If Louie C.K. had told a story about himself and his little brother — let’s say he reenacted it on his show — he was seven years old, his brother was one, and Louie, grimacing, lifted his naked baby brother’s nuts only to find pebbles hidden under them, the mom bursts in and shrieks and Louie jumps and runs out of the room — would anyone scream “child molester” or would we all chuckle at another charmingly humiliating Louie antic?
I’m confident that we’d give a 40-something white man the space and the freedom to tell his story and the respect to either laugh at it or shrug it off. He would never be attacked with as much vitriol as critics have aimed at Dunham. I dare say no one would touch him.

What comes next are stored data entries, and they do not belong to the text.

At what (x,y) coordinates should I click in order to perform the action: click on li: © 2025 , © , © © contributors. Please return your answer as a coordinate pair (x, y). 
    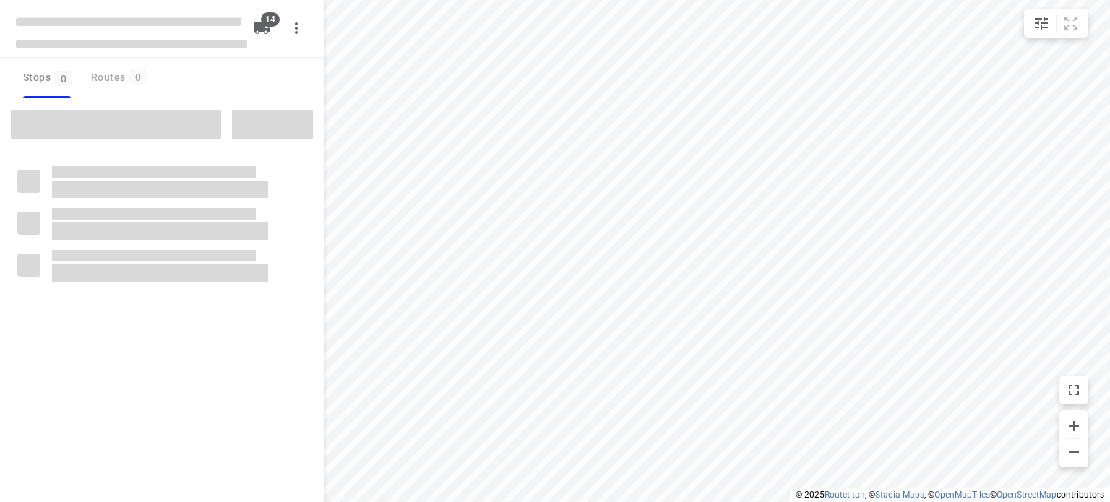
    Looking at the image, I should click on (950, 495).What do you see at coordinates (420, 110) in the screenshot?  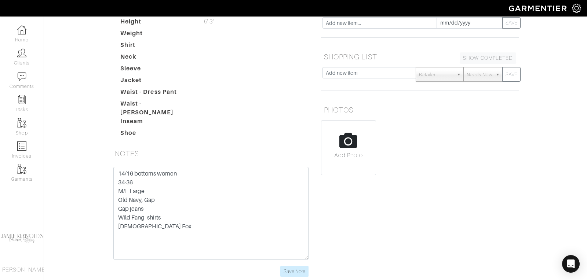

Dunham, on the other hand, is low enough on that societal Totem pole, because of age and gender (and body type) alone, to be criticized by everyone.
When Dylan Farrow accused Woody Allen of sexually abusing her earlier this year (unlike Dunham’s incident in which both she and her sister deny that there was any wrongdoing, Farrow is clear in her account of Allen as an abuser), all I could find from Ajayi was the tweet: “Woody Allen is a living testament to the way our society fails the survivors of sexual assault and abuse.” She didn’t bash Allen with nearly as much gusto as she reserved for Dunham. Nor did most of Dunham’s critics.
Women are constantly silenced when trying to tell their stories, and the less societally powerful the woman, the more she is discouraged from speaking. That has got to stop. But tearing down the more powerful women so that none of us are heard at all will only result in all of us being afraid to speak.